Dalvoron

joined 1 year ago
[–] [email protected] 2 points 2 weeks ago

I don't have thumbnails set on my phone so I only ever saw the full image. That said, I looked at it without my glasses with my arm outstretched and I'm going to guess they saw either buttcrack or titcleft

[–] [email protected] 5 points 1 month ago

This particular flavour of survivorship bias is also called the anthropic principle

[–] [email protected] 6 points 1 month ago

In Ireland it's Éire, while Iceland is An Íoslainn, so it doesn't really work 😕

[–] [email protected] 2 points 1 month ago (1 children)

If we know the values of ln(-1)¹⁰ and pi¹⁰ we hypothetically could calculate their divided result as -1 instead of using strict logic, but it is missing a few steps. Moreover logs of negative numbers just end up with an imaginary component anyway so there isn't really any progress to be made on that front. Typing ln(-1)¹⁰ into my scientific calculator just yields i¹⁰pi¹⁰, (I'm guessing stored rather than calculated? Maybe calculated with built in Euler) so the result of division is just i¹⁰ anyway and we're back where we started.

[–] [email protected] 2 points 1 month ago (1 children)

Nope, everything they said is well established and correct

[–] [email protected] 3 points 3 months ago

I have a colleague who is trying hard to do it, but it isn't good enough yet fortunately. I point out as many issues as I can to deter him but it ain't working.

[–] [email protected] 5 points 4 months ago

No thank you, I don't want to imagine this please

[–] [email protected] 2 points 4 months ago

I have seen 1 called a trivial factor, but I have never seen it excluded entirely from a factor list: perhaps it's a cultural thing like how 0 is/isn't a natural number depending on where you are from.

On further research it seems like my earlier critique about requiring exactly two prime factors is a little off in any case, as it would exclude e.g. 4 (which only has one prime factor). It seems like semi primes must be a product of exactly two prime numbers so I think any definition based on number of factors is doomed to over- or under- define these semi primes as they could have either three or four factors.

[–] [email protected] 2 points 4 months ago* (last edited 4 months ago) (2 children)

Well primes themselves are the product of exactly two (natural) factors, only one of which is prime, so we need to specify semi primes as having exactly two prime factors.

[–] [email protected] 13 points 4 months ago (4 children)

*numbers that are the product of exactly two prime factors

[–] [email protected] 32 points 5 months ago (5 children)

I like the idea that time machines are like phones in that you need a receiver to pick up the signal. A consequence is that you can only travel back to the time that the machine was turned on.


- _Exercise details_
The whole set of entries is to be restated word for word.
# # #
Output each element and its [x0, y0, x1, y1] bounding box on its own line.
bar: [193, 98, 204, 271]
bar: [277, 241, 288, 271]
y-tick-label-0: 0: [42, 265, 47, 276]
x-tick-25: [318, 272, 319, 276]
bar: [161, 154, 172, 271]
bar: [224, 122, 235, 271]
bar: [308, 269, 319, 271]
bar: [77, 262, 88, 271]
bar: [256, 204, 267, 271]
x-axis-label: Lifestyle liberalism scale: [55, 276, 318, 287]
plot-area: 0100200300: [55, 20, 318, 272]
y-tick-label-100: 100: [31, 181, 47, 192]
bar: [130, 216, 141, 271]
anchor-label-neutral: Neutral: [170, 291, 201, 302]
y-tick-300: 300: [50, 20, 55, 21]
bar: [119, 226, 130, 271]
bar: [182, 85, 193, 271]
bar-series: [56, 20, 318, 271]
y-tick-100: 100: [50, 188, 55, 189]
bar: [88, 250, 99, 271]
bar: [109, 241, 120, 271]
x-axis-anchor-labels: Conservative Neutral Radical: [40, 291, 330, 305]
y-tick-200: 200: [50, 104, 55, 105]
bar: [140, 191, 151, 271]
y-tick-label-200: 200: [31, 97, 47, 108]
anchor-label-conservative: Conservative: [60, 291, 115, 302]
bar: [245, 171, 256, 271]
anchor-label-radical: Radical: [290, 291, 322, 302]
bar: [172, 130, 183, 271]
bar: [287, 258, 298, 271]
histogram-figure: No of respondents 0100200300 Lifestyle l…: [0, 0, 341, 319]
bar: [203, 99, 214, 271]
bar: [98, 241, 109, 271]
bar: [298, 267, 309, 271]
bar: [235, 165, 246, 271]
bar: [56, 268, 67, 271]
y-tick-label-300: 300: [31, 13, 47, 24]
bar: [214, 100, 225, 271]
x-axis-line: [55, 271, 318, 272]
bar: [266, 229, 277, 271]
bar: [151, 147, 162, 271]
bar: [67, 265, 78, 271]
# # #
- _Written answer_
Output each element and its [x0, y0, x1, y1] bounding box on its own line.
bar: [193, 98, 204, 271]
bar: [277, 241, 288, 271]
y-tick-label-0: 0: [42, 265, 47, 276]
x-tick-25: [318, 272, 319, 276]
bar: [161, 154, 172, 271]
bar: [224, 122, 235, 271]
bar: [308, 269, 319, 271]
bar: [77, 262, 88, 271]
bar: [256, 204, 267, 271]
x-axis-label: Lifestyle liberalism scale: [55, 276, 318, 287]
plot-area: 0100200300: [55, 20, 318, 272]
y-tick-label-100: 100: [31, 181, 47, 192]
bar: [130, 216, 141, 271]
anchor-label-neutral: Neutral: [170, 291, 201, 302]
y-tick-300: 300: [50, 20, 55, 21]
bar: [119, 226, 130, 271]
bar: [182, 85, 193, 271]
bar-series: [56, 20, 318, 271]
y-tick-100: 100: [50, 188, 55, 189]
bar: [88, 250, 99, 271]
bar: [109, 241, 120, 271]
x-axis-anchor-labels: Conservative Neutral Radical: [40, 291, 330, 305]
y-tick-200: 200: [50, 104, 55, 105]
bar: [140, 191, 151, 271]
y-tick-label-200: 200: [31, 97, 47, 108]
anchor-label-conservative: Conservative: [60, 291, 115, 302]
bar: [245, 171, 256, 271]
anchor-label-radical: Radical: [290, 291, 322, 302]
bar: [172, 130, 183, 271]
bar: [287, 258, 298, 271]
histogram-figure: No of respondents 0100200300 Lifestyle l…: [0, 0, 341, 319]
bar: [203, 99, 214, 271]
bar: [98, 241, 109, 271]
bar: [298, 267, 309, 271]
bar: [235, 165, 246, 271]
bar: [56, 268, 67, 271]
y-tick-label-300: 300: [31, 13, 47, 24]
bar: [214, 100, 225, 271]
x-axis-line: [55, 271, 318, 272]
bar: [266, 229, 277, 271]
bar: [151, 147, 162, 271]
bar: [67, 265, 78, 271]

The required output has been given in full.